Taken Captive by Birds: a Memoir

By Marguerite Poland
Review by Alan Muller

To refer to Marguerite Poland’s newest offering, Taken Captive by Birds, as purely a memoir would be a misnomer. While Poland has penned a work of remarkable sensitivity, Craig Ivor’s pencil lends a depth that sets this volume apart from almost all other forms of autobiography. Focusing on her childhood in The Bush, the book spans a period of roughly a decade, framed by Poland’s observations of the birds surrounding her home, Kwezintaka – the Place of Birds. Interwoven with the personal story are the myths, traditions and meanings behind birds and their names within Zulu and Xhosa culture. The book is divided into 18 chapters, each focusing on a particular species of bird whose appearance and presence can, for her, “at once recall a name, a scent, a morning full of song and exploration, an evening of sorrow, a childhood fear”.

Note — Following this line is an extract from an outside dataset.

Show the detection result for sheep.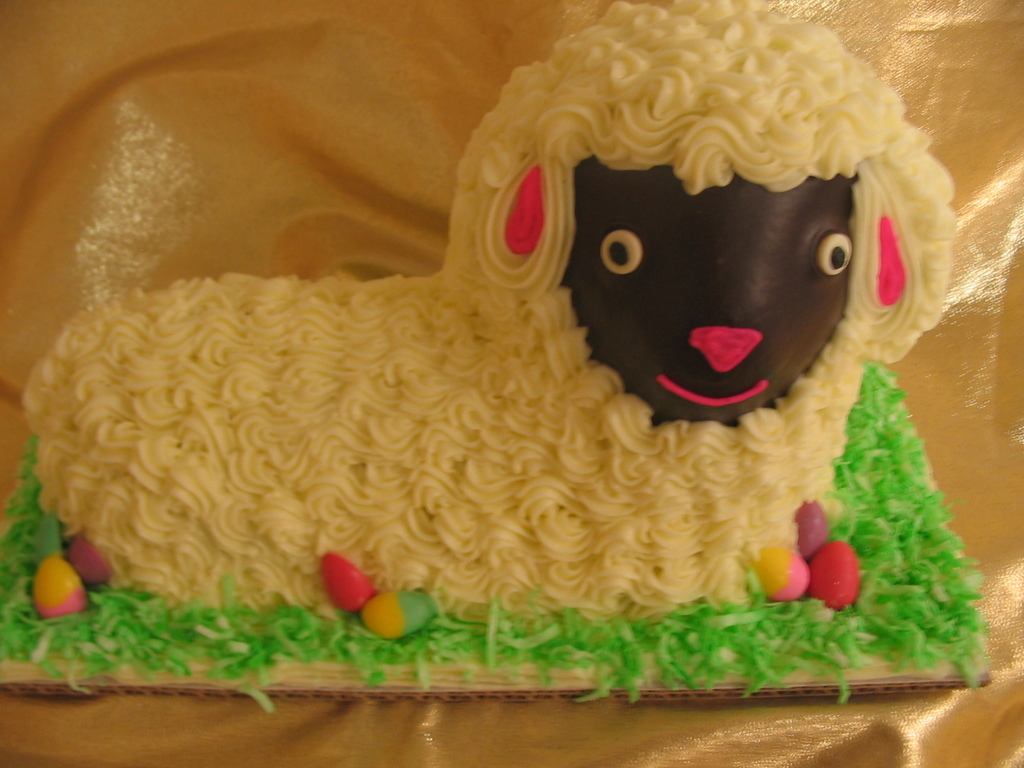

Poland tells not only her own story but also that of her Scottish grandmother, Ninngy, who – with her love for ducks and chickens – would lead a procession of “two daschunds, sometimes the larger ginger cat, the hen and chicks and the rooster” through the garden. She also recounts the lives of her father, Jumbie, her mother, Hopie, and James Raga, “the gardener, with the large black hosepipe, dragging it looped across his shoulder”.

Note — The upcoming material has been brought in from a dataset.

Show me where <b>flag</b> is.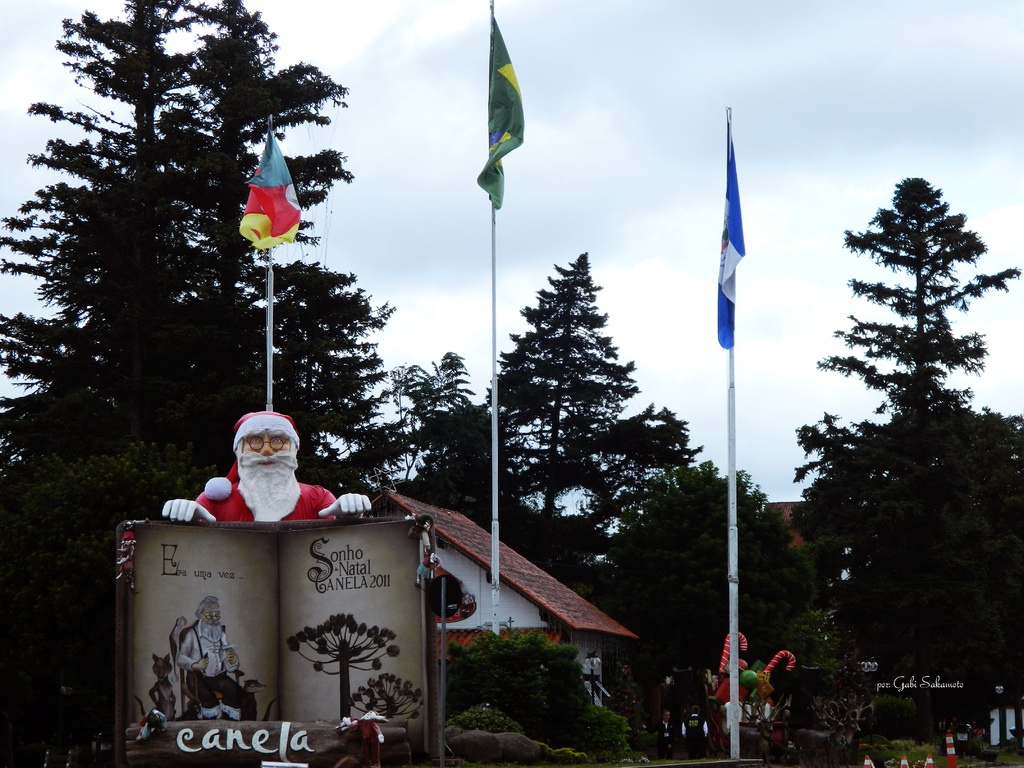
<b>flag</b> is at box=[238, 127, 301, 249].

Poland’s reflections are tinged with sadness and longing for a time gone-by but successfully avoid becoming an exercise in lachrymose nostalgia. This memoir concerns not only a childhood and its accompanying naïveté but also the process of storytelling and the development of an authorial voice through listening to the stories of others:

The acutely observed worlds of those two great storytellers in my life – Alfred Banda and Ninngy – lodge in my heart, not in opposition despite the great difference in tradition, but in the shared nobility of words. We sat, we listened, we remembered. For Nicky, poetry became her leitmotif. For me, imagined landscapes: a pantheon of place.

Underpinning Poland’s exploration of the ‘pantheon of place’ are the harsh realisations that accompany growing up in apartheid South Africa. Whether it be the “sad, dark eyes” of the labourers’ children at Christmas-time or witnessing the daughter of an itinerant woodcutter being turned away from a hospital because she was black; Poland does not hesitate to point out her position of privilege and its concomitant sense of guilt. In a manner similar to that of Annie Dillard, Poland’s observations show not only wisdom that comes in retrospect but also show an intensity of experience that boarders on sensory overload. Minor details like the “blubber on the corned beef’, “pimples on the blue-tinged ox tongue” or the “delicate sourness” of curdled rice pudding are given such weight that one is left to wonder how you hadn’t noticed them yourself. This sensitive offering by Marguerite Poland, illustrated by Craig Ivor, and tastefully bound by Penguin in hardback is well worth the R250 and will make a welcome addition to libraries and coffee tables alike.